Monday, August 27, 2012

Divorce


I’ve never been married.  Come to think of it, I’ve never been a really bad, drag out, knock down break up.  Almost all of my experience with divorce has come from television or movies.  Both mediums do a pretty good job of running you through the basic process and what the participants feel but until recently divorce didn’t click for me.

Last week I quit my job.  I understand your confusion as to how divorce and jobs go together.  Up until this job, I would have been in the same boat.  A job has always been a job to me.  You go in, you do your thing, you clock out and move along with your life.  It was a means to an end and that end was earning enough to do what you truly enjoyed doing with your time.  Maybe being in a position of power, where every decision came through me or maybe because of the relationships, this felt different.  The workday didn’t end at 5pm, really it didn’t end at all.  It would be a mental 24 7 of constantly thinking, analyzing, worrying about what to do next, how to get better.  Long story short, it was a commitment.  A deep commitment that was emotional, physical and mental.  Much like a marriage. 

In any successful relationship (I guess, it’s been a long time), you need a strong commitment along with a willingness to compromise, a devotion of time, energy, understanding that you are in something that’s beyond yourself.  You morph into something that’s bigger than just you, a team of sorts.  A pouring of yourself into a container that’s bigger than what held you before.  It’s an extension of self that comes with growth and change and hopefully a larger worldview. 

Or at least that’s what I’ve come to hope that relationships or marriage is, or strives to become.  Like I said I’ve never been married.  I have more recently thrown myself entirely into a job.  Such that the job would overtake any and all other responsibilities, and cause me to actively not do things so I could and would be ready for work the next day.  Is that what adults do all the time?  In any case, I had completed reworked my priorities, schedules, and social life.  The one thing that I kept doing was performing every Wednesday, and looking back on it now even that feels like it was part of a cliché marriage; the one night a week where you get to skirt your responsibilities and go out with the guys.

All of these choices were made willingly, mainly because I like the idea of being a part, an essential part, of something bigger than you.  A team, a partnership.  Also, I like being good at things, finishing things, accomplishing things.  This was an opportunity for all of that to come together and have everyone benefit.  Given a long enough period of time, your identity gets muddled (much like this post) and the defining line of you vs. you as a couple or you as an individual vs. you in this partnership/collective, becomes blurred.  It becomes difficult to see where one ends and the other begins.  As long as everything is going well everyone is happy and things progress as normal further blending that line.

For me, things started to head south until I quit.  It became interesting to see the moment where the fracture of the collective ended and how I felt like I was in a dark room reaching out wildly trying to find the edge of that blurred line to regain a sense of individual self.  Seeing something that you had invested so much time and energy into, felt like a divorce.  The whole breaks down into parts, into individual pieces; pieces, which in all likelihood will never come back again to form that particular whole.  

After giving my two weeks notice, the divorce analogy came to me.  It came to me when I was going through my usual routine but things started to change.  Tasks and questions that I would normally handle would be given to other people.  It was like the parents had decided to get divorced but hadn’t told the kids yet, so each was acting slightly strange and slowly deviating from the routine.  The discomfort of being there reminded me of what it must be like for couples who split up but still live together.  The routines are similar, but not the same even though all the characters are.  That cohabitation makes the situation far worse because neither side gets to move along.

Maybe I’m being melodramatic about a job.  Maybe I’m not.  I’m not quite sure just yet, time will tell.  I do know that all of those scenes in movies and on television make a lot more sense to me now than they did two weeks ago.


Wherever a picture appears, skip it and retype the rest of the data exactly.

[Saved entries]
☆ ☆ ☆ ☆ ☆

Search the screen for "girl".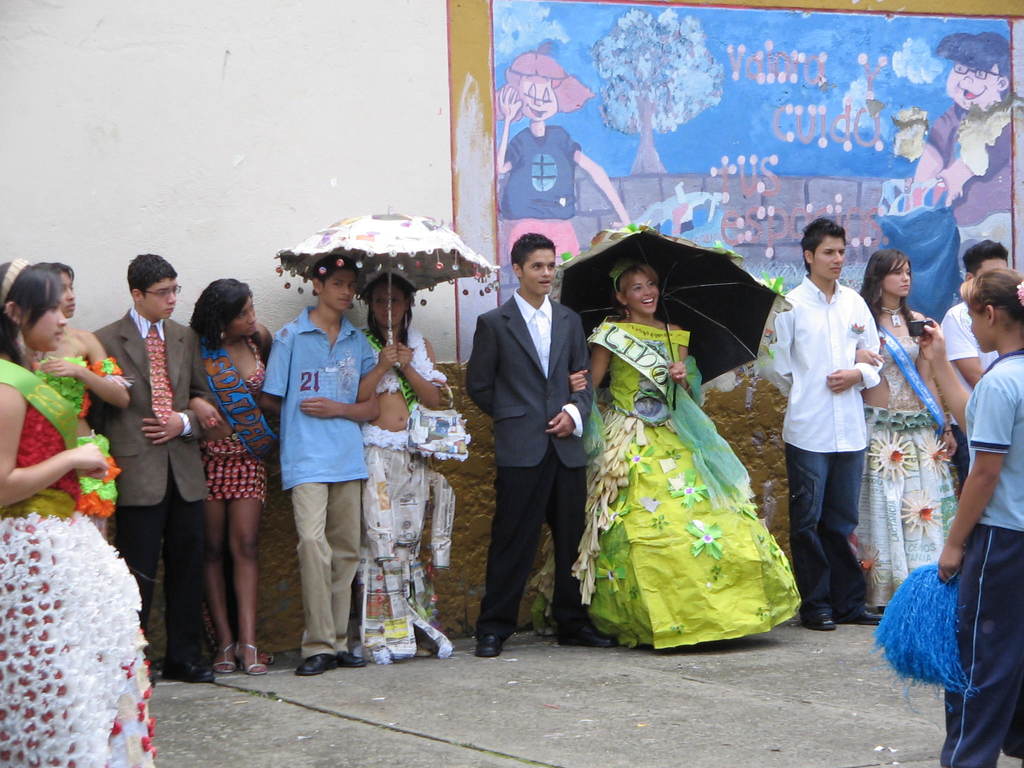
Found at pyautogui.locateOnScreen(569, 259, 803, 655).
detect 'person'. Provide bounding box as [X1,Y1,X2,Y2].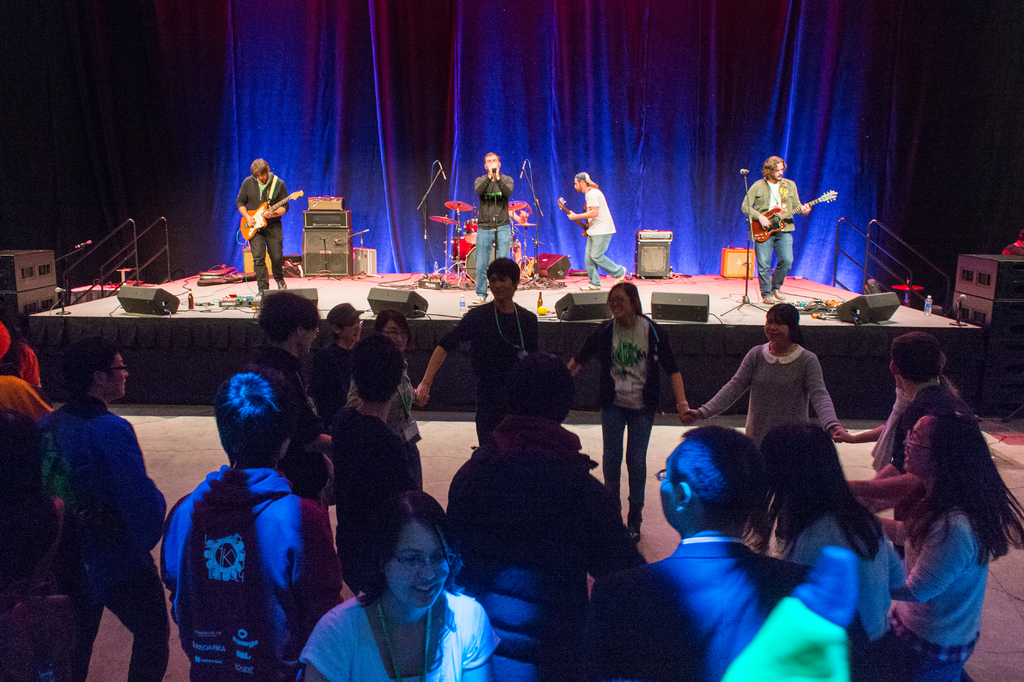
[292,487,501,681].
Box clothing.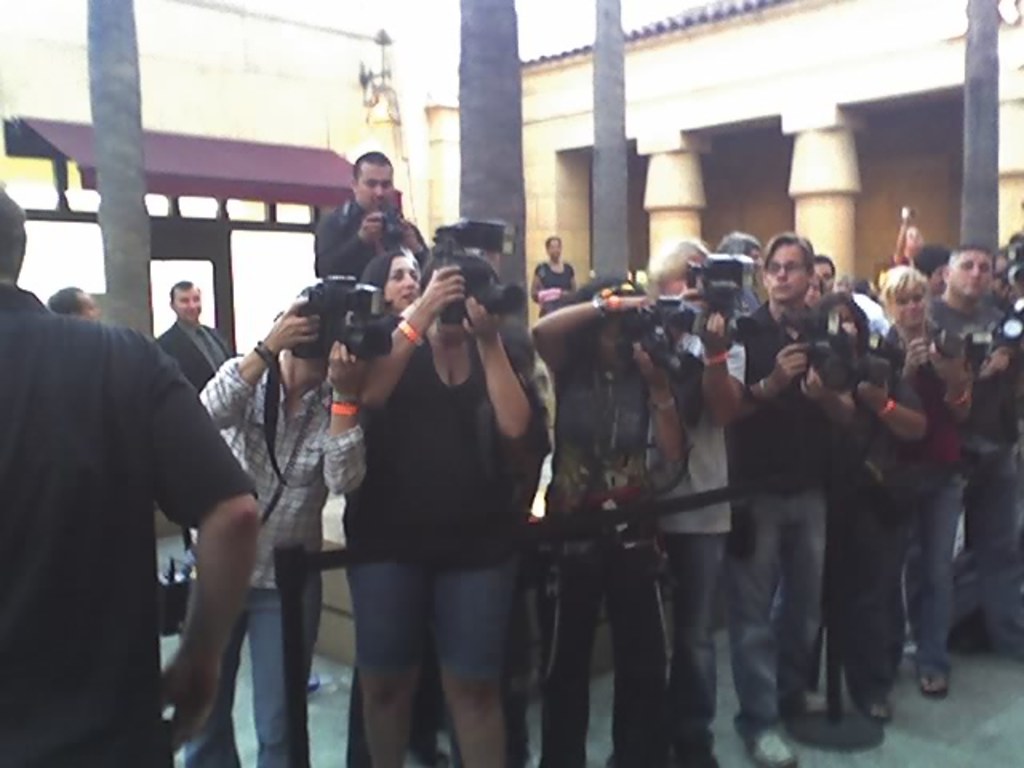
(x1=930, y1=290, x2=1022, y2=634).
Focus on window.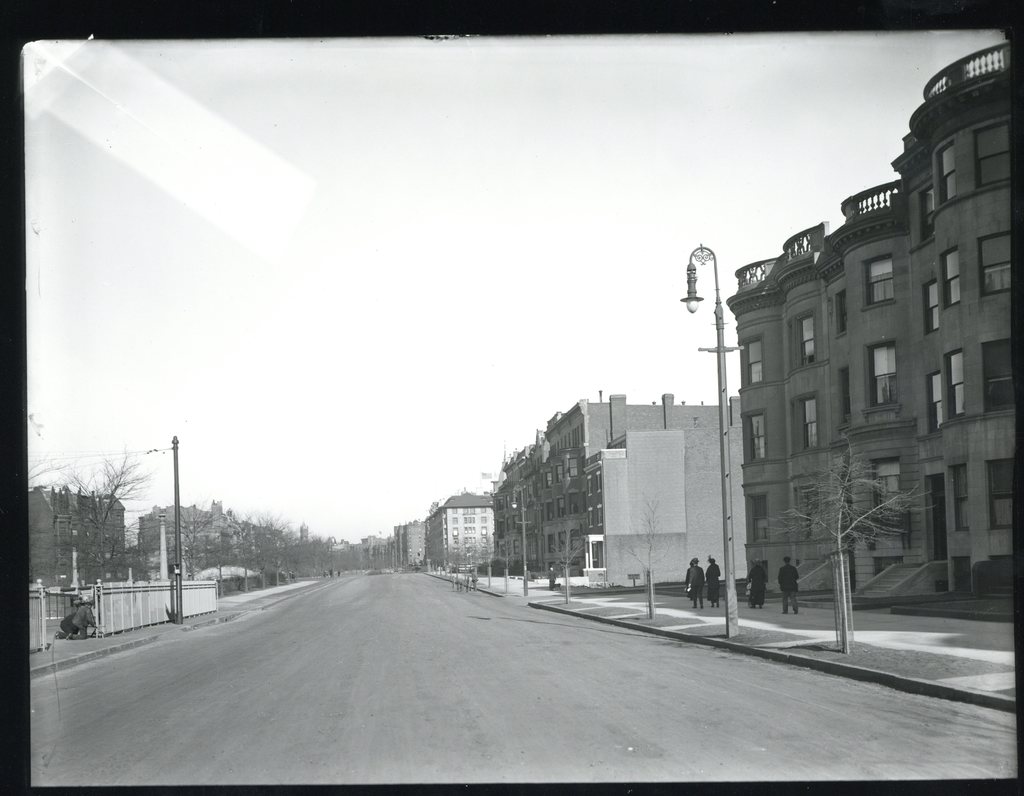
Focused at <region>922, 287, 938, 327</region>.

☆ ☆ ☆ ☆ ☆

**Response to the task:**
Search the screen for "girl".
Found at pyautogui.locateOnScreen(569, 259, 803, 655).
detect 'person'. Provide bounding box as [X1,Y1,X2,Y2].
[292,487,501,681].
Box clothing.
(x1=930, y1=290, x2=1022, y2=634).
Focus on window.
Focused at <region>922, 287, 938, 327</region>.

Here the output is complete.